Confined environments induce polarized paraspeckle condensates

受限环境诱导极化副啄木鸟凝聚体

阅读:9
作者:Vanja Todorovski, Finn McCluggage, Yixuan Li, Annika Meid, Joachim P Spatz, Andrew W Holle, Archa H Fox, Yu Suk Choi

Abstract

Cancer cells experience confinement as they navigate the tumour microenvironment during metastasis. Recent studies have revealed that the nucleus can function as a 'ruler' for measuring physical confinement via membrane tension, allowing for compression-sensitive changes in migration. Cell nuclei contain many nuclear bodies that form when their components phase separate and condense within permissive local regions within the nucleus. However, how sub-nuclear organisation and phase separation changes with cell confinement and compression is largely unknown. Here we focus on paraspeckles, stress-responsive subnuclear bodies that form by phase separation around the long non-coding RNA NEAT1. As cells entered moderate confinement, a significant increase in paraspeckle number and size was observed compared to unconfined cells. Paraspeckle polarization bias towards the leading edge was also observed in confinement, correlating with regions of euchromatin. Increasing paraspeckle abundance resulted in increases in confined migration likelihood, speed, and directionality, as well as an enhancement of paraspeckle polarization towards the leading edge.
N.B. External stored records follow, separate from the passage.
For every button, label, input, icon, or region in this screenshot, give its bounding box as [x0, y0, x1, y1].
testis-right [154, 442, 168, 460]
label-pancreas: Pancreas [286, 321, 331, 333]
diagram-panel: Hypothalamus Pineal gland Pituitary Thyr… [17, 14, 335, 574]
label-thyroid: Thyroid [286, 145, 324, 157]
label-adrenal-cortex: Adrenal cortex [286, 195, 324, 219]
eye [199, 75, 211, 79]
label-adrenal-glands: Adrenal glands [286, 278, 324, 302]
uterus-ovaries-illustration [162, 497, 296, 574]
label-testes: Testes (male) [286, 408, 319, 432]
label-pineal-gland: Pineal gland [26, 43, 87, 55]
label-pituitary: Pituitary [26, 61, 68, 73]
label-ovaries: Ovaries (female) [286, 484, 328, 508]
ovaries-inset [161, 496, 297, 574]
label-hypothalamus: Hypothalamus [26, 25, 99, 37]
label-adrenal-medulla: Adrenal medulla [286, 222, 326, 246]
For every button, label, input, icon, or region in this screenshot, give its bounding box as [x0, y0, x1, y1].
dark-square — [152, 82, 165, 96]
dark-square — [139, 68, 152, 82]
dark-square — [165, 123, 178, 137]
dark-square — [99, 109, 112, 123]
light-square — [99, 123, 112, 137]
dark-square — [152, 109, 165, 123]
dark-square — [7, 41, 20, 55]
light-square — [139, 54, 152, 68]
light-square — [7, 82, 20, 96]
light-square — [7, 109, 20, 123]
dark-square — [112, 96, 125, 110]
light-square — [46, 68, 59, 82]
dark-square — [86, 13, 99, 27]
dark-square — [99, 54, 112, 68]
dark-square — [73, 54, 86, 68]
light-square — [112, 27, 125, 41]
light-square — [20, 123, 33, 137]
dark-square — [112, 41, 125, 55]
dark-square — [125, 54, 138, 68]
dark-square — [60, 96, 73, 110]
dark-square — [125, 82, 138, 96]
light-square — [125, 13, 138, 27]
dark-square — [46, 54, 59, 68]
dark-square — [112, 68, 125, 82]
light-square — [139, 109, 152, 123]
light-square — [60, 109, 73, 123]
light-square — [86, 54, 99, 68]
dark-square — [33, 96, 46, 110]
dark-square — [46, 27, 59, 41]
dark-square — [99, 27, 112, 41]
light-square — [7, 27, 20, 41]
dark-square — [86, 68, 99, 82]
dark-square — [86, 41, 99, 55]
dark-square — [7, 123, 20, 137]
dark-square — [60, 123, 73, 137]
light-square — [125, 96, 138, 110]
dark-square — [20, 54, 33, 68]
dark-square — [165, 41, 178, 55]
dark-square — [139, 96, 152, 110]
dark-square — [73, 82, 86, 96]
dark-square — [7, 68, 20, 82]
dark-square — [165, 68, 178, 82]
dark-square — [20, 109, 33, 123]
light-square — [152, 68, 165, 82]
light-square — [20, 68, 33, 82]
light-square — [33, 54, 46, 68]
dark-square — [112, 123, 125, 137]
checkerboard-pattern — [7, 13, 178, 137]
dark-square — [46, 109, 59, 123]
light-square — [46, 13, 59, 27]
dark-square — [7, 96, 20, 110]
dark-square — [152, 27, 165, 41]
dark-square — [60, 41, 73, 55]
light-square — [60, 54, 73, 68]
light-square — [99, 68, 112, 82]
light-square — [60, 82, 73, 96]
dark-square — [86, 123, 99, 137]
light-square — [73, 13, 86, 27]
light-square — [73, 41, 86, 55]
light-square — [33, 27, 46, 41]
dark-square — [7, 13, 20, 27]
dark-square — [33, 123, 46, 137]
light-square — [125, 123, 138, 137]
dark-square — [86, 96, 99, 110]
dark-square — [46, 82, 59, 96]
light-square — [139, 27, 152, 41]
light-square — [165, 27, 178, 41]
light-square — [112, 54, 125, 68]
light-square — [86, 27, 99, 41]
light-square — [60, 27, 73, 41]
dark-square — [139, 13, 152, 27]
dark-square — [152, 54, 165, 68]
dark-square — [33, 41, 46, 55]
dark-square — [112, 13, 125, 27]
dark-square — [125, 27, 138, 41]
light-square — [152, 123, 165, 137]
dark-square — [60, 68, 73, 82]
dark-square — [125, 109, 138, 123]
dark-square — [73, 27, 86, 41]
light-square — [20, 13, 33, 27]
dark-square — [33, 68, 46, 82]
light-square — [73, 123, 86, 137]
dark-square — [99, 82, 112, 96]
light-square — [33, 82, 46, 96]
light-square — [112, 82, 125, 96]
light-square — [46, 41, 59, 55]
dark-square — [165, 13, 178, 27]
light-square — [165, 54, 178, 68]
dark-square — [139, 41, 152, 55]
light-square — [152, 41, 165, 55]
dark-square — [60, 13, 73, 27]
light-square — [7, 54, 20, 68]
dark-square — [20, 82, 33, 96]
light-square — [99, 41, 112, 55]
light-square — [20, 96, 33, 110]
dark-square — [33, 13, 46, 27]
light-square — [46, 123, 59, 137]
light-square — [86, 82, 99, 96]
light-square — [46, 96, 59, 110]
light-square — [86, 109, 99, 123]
This polarization of paraspeckle condensates may play a key role in regulating confined migration and invasion in cancer cells, and illustrates the utility of microchannel-based assays for identifying phenomena not observed on 2D or 3D bulk substrates.

特别声明

1、本页面内容包含部分的内容是基于公开信息的合理引用;引用内容仅为补充信息,不代表本站立场。

2、若认为本页面引用内容涉及侵权,请及时与本站联系,我们将第一时间处理。

3、其他媒体/个人如需使用本页面原创内容,需注明“来源:[生知库]”并获得授权;使用引用内容的,需自行联系原作者获得许可。